Equally fascinating are members’ responses to particular published writers – the way in which events in novels bring back personal memories, or how specific words and phrases can light the fuse for a wildly imaginative piece of prose or poetry. Reading is one of the most effective means of inspiring writing, and the more that you read, the wider your vocabulary becomes. Close analysis, and the subsequent understanding and implementation of a published writer’s style and technique, is one of the best ways of improving your own work.
Mary Paulson-Ellis visits Ecas
Even better, though, to be able to ask the author about their writing, and how it comes into the world. Step forward the Scottish Book Trust and its brilliant Live Literature programme, which helps to bring authors into the community by part-funding around 1,200 events every year. Through this scheme, Edinburgh author Mary Paulson-Ellis visited Ecas on 4 July this year to talk about her debut novel – The Other Mrs Walker, a Times bestseller and Waterstones Scottish Book of the Year 2017 – and all things writerly.
Paulson-Ellis arrived armed with a suitcase of props – apostle spoons, laburnum seeds, family photographs, coronation coins, and a fox stole – her personal possessions that all feature in The Other Mrs Walker, and which are an embodiment of the oft-cited mantra, ‘write what you know’. As she told us: ‘When objects pass on, they lose one story and gain another’, an idea that acquires an extra dimension when you consider that her own family heirlooms have found an alternative existence in her fictional creation. In essence, she added, ‘the objects are the thread that connects the narrative’ of her novel.

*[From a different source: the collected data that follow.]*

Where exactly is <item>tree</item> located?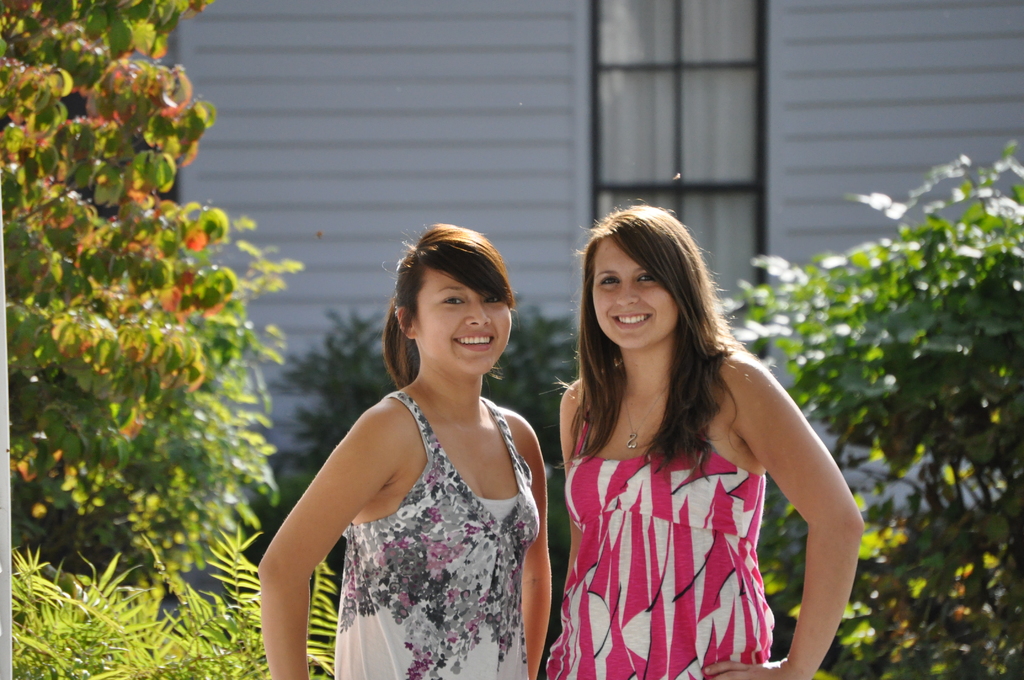
Its bounding box is [left=720, top=149, right=1023, bottom=679].
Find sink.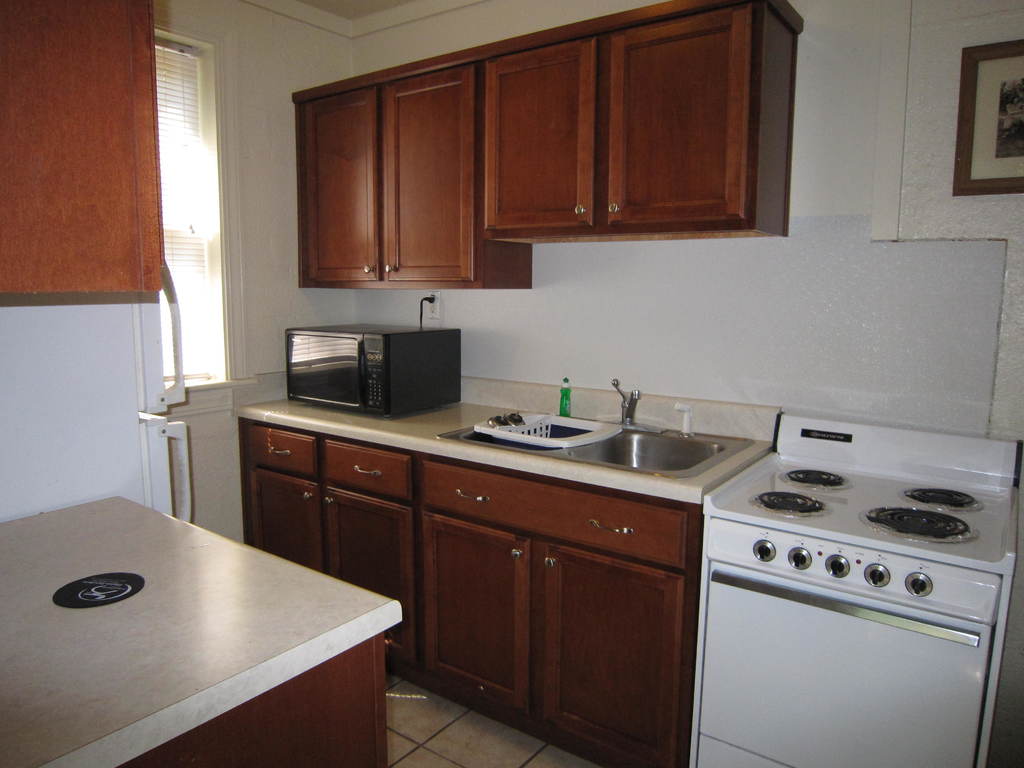
x1=538 y1=390 x2=775 y2=528.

In response to the question of inspiration, Paulson-Ellis remarked that ‘writing comes from within you – it is informed by your experiences.’ The fact that she has lived in Edinburgh for thirty years and previously worked as a tour guide undoubtedly contributes to her richly descriptive narrative set among the mortuaries and crematoriums of Scotland’s capital city. She admits that she likes to write about ‘what I call the “murderous” side of family life – the dark, the quirky and the strange’. As she pointed out: ‘You scratch the surface of any family and you find material.’

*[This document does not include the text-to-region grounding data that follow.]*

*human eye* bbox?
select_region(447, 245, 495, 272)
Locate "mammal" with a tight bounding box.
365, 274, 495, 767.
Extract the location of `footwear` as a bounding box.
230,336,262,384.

The original spark for anything from a short poem to a full-length novel can sometimes be traced to a particular moment. In Paulson-Ellis’s case, it was a TV programme she watched around 20 years ago about an old lady who dies alone in a flat; as she told us, ‘certain things stick in your mind’, although you shouldn’t necessarily bank on the end product resembling your initial thought. She originally imagined that The Other Mrs Walker would be a ghost story, but instead she produced an inventive family mystery that switches between the past and the present, and between two locations, Edinburgh and London. When we read the novel in preparation for her visit, we were particularly intrigued by Paulson-Ellis’s references to what she calls the ‘Edinburgh Way’. She explained to us that Edinburgh is ‘a big city with small interconnections’ where ‘things can get done by a simple word in the right ear. At times it feels like a village where everybody knows everybody else.’

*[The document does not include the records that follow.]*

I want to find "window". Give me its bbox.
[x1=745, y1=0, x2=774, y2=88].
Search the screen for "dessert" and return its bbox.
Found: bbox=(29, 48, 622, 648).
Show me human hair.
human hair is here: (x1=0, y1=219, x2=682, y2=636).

At the end of our session – a highly entertaining and informative couple of hours in which we also heard excerpts from Paulson-Ellis’s new novel The Inheritance of Solomon Farthing – we felt we knew quite a bit more about an intriguing writer. Behind the eye-catching headline of a two-book deal with a leading publisher lies a story of a lot of hard work: many months of solid writing, which incorporated ‘a spreadsheet to keep track of all the different objects and time periods in the book.’ And the net result? ‘It meant I could pay my gas bill.’ Well, no one said a writer’s life was all glamour, did they?